If you need to access the DB to check if you can emit a new SLJWT, what's the point of the LLJWT? Why not just store that UUID by itself?

The SLJWT does seem useful, but 1h seems too much; if I fear someone might be (for example) accessing my email account using a stolen or hijacked device, they can do plenty of damage in that time. Do you make it clear to the user that their request for a remote sign out might take that long to be applied?

> If you need to access the DB to check if you can emit a new SLJWT, what's the point of the LLJWT?

It doesn't have to hit the DB, it could hit memcache or similar caching layer. It also means we could separate this table out from our main DB. We have done neither because it hasn't been an issue (performance-wise) yet.

> Why not just store that UUID by itself?

We could do that, our thought process was that we wanted everything to be a JWT and we liked the ability to, given a JWT, know who it was issued to, when it was issues, and when it expires, all without going to the DB.

> The SLJWT does seem useful, but 1h seems too much; if I fear someone might be (for example) accessing my email account using a stolen or hijacked device, they can do plenty of damage in that time. Do you make it clear to the user that their request for a remote sign out might take that long to be applied?

Totally agree on 1hr being too long and that is why we are planning on lowering it. We have technical reasons (legacy apps that we are trying to get updated) that will not work with lower than 1 hour (I won't bore people here with the details and there are workarounds but we haven't implemented them yet)

Right, but then you just added state and re-invented sessions, in a round-about way.
True, but it was what we decided was the best way forward with web and mobile app users to standardize how we manage authentication.

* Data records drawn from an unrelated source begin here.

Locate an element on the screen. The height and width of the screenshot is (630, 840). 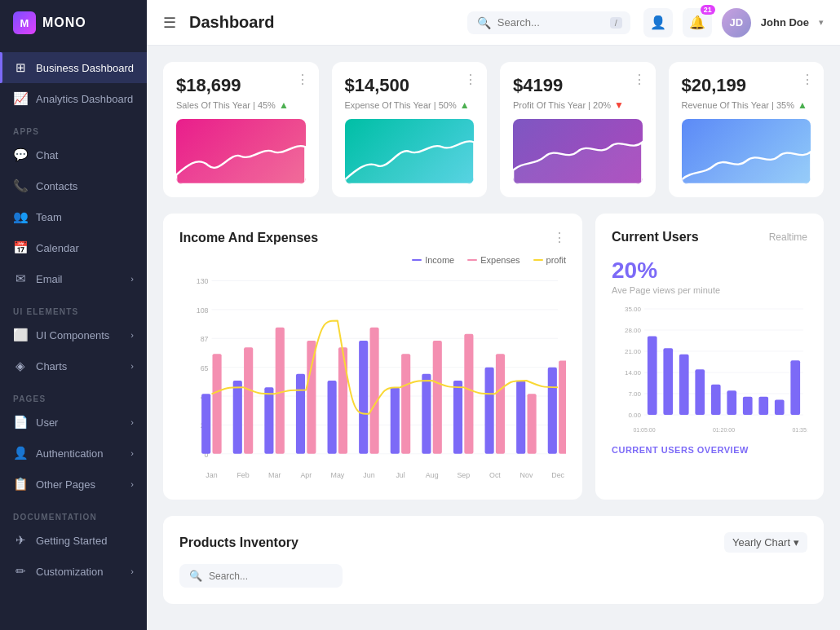
sidebar-logo: M MONO is located at coordinates (73, 23).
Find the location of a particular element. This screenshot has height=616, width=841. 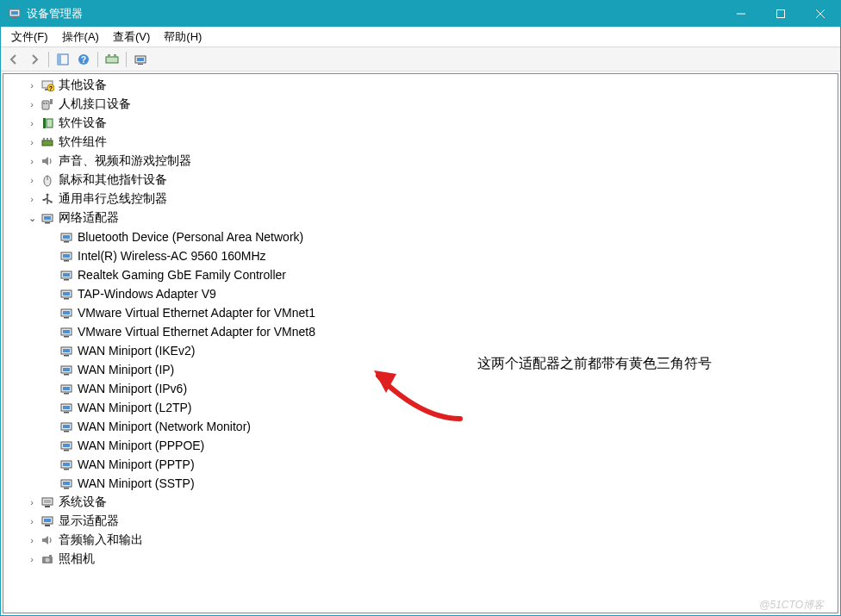

menubar: 文件(F) 操作(A) 查看(V) 帮助(H) is located at coordinates (420, 37).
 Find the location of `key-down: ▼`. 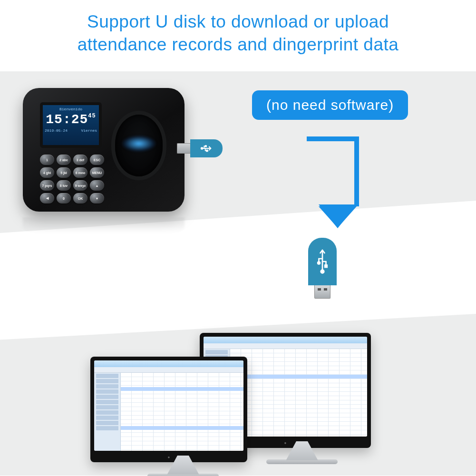

key-down: ▼ is located at coordinates (97, 198).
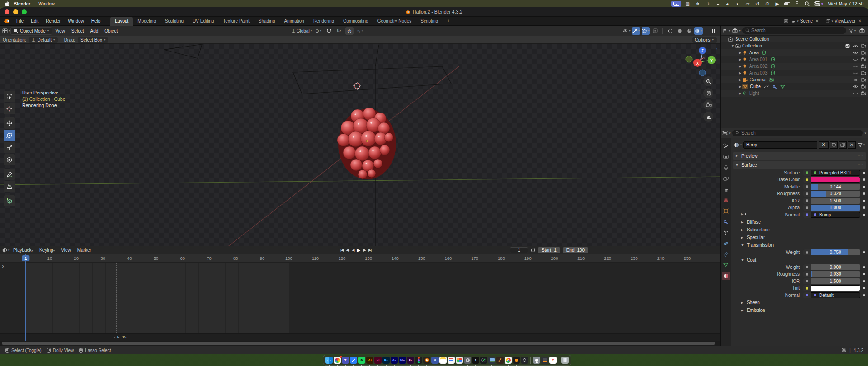 Image resolution: width=868 pixels, height=366 pixels. What do you see at coordinates (804, 260) in the screenshot?
I see `subpanel-header-coat: ▼Coat` at bounding box center [804, 260].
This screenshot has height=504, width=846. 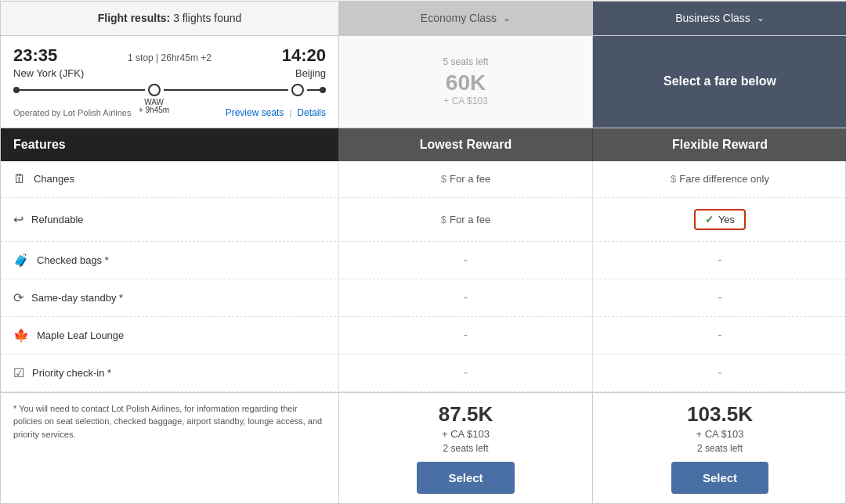 I want to click on economy-seats-left: 5 seats left, so click(x=465, y=62).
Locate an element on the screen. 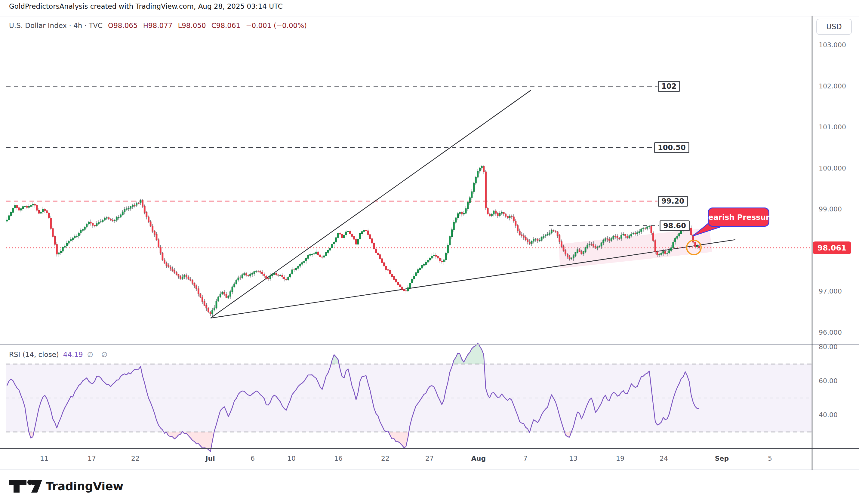 This screenshot has width=859, height=504. time-tick-19: 19 is located at coordinates (620, 459).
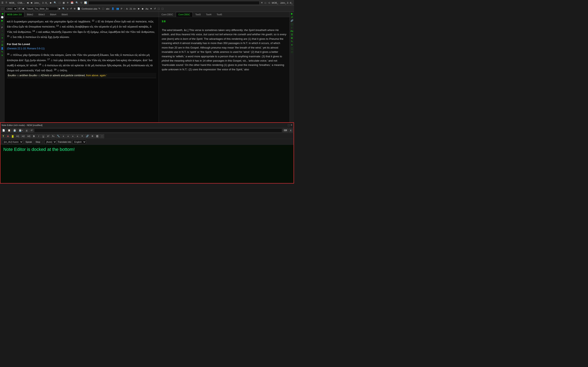  Describe the element at coordinates (68, 3) in the screenshot. I see `cross-icon: ✛` at that location.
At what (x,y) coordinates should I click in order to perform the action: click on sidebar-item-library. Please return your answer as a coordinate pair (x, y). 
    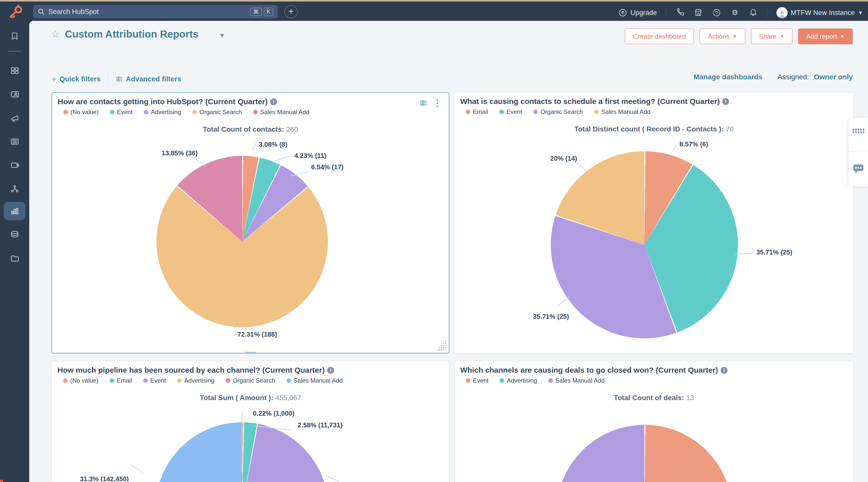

Does it share characteristics with sessions? Yes and we are ok with that.

Edit: One more point, we also like how JWT's are language agnostic so that we can jump between languages very easily if needed and still use the exact same concepts. Sharing sessions between, say, Java and PHP is not something that is simple/fun/easy to do. JWT's are also easier for us to reason around with, maybe it's just me or my team but I see them as more finite than sessions.